Several distinct types of habitat are found here in the Everglades. Each type of Everglades community is distinguished by how it was formed and what kinds of plants and animals are found in it.
A slough, spelled S-L-O-U-G-H, is the type of habitat with probably the funniest name. A slough is a stream of slow-moving water. It is the wettest part of the refuge where water occurs throughout the year— during most years. The plant community here is dominated by water-lilies, spatterdock, and bladderworts. Look in the deeper areas for the yellow flower of the spadderdock, a flower that never opens. You may see a colorful purple gallinule walking on lily pads, enjoying a tasty spatterdock meal.
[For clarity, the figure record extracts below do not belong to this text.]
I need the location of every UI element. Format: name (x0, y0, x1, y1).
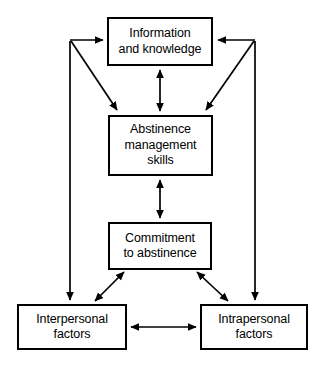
node-label-interpersonal: Interpersonal factors (34, 312, 110, 343)
node-label-intrapersonal: Intrapersonal factors (216, 312, 292, 343)
edge-commitment-interpersonal (95, 272, 124, 301)
node-commitment-to-abstinence: Commitment to abstinence (108, 222, 212, 270)
node-label-abstinence: Abstinence management skills (123, 122, 199, 169)
node-interpersonal-factors: Interpersonal factors (17, 304, 127, 350)
node-abstinence-management-skills: Abstinence management skills (108, 115, 213, 176)
edge-commitment-intrapersonal (197, 272, 228, 301)
edge-right-diagonal-to-abstinence (206, 41, 254, 110)
flowchart-diagram: Information and knowledge Abstinence man… (0, 0, 323, 369)
node-intrapersonal-factors: Intrapersonal factors (200, 304, 308, 350)
node-information-and-knowledge: Information and knowledge (107, 17, 213, 66)
node-label-information: Information and knowledge (117, 26, 204, 57)
node-label-commitment: Commitment to abstinence (121, 231, 198, 262)
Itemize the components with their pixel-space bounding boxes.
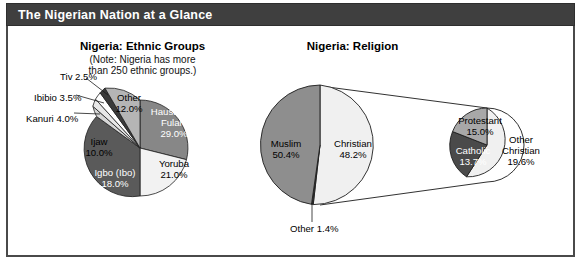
- label-kanuri: Kanuri 4.0%: [26, 113, 70, 124]
- label-tiv-value: 2.5%: [75, 71, 97, 82]
- label-kanuri-name: Kanuri: [26, 113, 54, 124]
- label-kanuri-value: 4.0%: [56, 113, 78, 124]
- label-other-religion-value: 1.4%: [317, 223, 339, 234]
- label-ibibio-name: Ibibio: [34, 92, 57, 103]
- label-ibibio-value: 3.5%: [60, 92, 82, 103]
- pie-slice-muslim: [260, 85, 320, 204]
- ethnic-chart-note-line1: (Note: Nigeria has more: [55, 54, 230, 66]
- label-ibibio: Ibibio 3.5%: [34, 92, 72, 103]
- label-other-religion: Other 1.4%: [290, 223, 334, 234]
- label-tiv: Tiv 2.5%: [60, 71, 90, 82]
- christian-breakout-pie: [450, 108, 505, 177]
- religion-chart-title: Nigeria: Religion: [265, 40, 440, 52]
- ethnic-chart-title: Nigeria: Ethnic Groups: [55, 40, 230, 52]
- pie-slice-christian: [313, 85, 373, 205]
- nigeria-at-a-glance-figure: The Nigerian Nation at a Glance: [0, 0, 581, 263]
- label-tiv-name: Tiv: [60, 71, 72, 82]
- religion-pie: [260, 85, 373, 222]
- label-other-religion-name: Other: [290, 223, 314, 234]
- ethnic-groups-pie: [74, 78, 188, 197]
Sawgrass is another dominant community. Marjorie Stoneman Douglas famously called the Everglades, “The River of Grass,” because of the sawgrass that grows in the shallow water.
An interesting fact is that technically this plant is not a grass but a sedge. Sedges and a grasses are from different plant families. Deer will occasionally forage on young sawgrass, even though its sharp, saw-toothed edges will cut you badly, if you rub against them the wrong way. In areas where wax myrtle and dahoon holly mix heavily with sawgrass, together they can form thickets, called, “hell's nests.” The wet prairie is the largest or most prevalent vegetative community over much of the central and eastern portions of the Refuge. The plants you will find here are low emergent plants, plants that have specially adapted to shallow water. These include various types of beakrush, spikerush, duck potato and the beautiful purple blossoms of the pickerel weed. Tree islands form when a mass of peat under the water breaks loose and floats or “pops-up,” to the top of the water. The peat is composed of marsh plants that have broken down into a new kind of soil. The white water lily is the main source of this peat. It is called, “Loxahatchee Peat.” Eventually, new plants begin to grow on these “pop-up” islands— which can be a few feet to acres in size. Tree Islands provide dry ground for wildlife. The centers and north ends of the small islands have the highest ground; which can be three or four feet higher than the rest of the surrounding community. You will find wax myrtle, dahoon holly, and coco-plum growing on these islands. While these plant communities appear to be separate, they all exist quite near to each other. It is rather like neighborhoods of a town. Just as the people living in their individual neighborhoods need clean air and water to survive; so do the plant and animal communities of the Everglades. How the water flows through these communities and this Refuge, in particular, is important to the life of the entire Everglades system.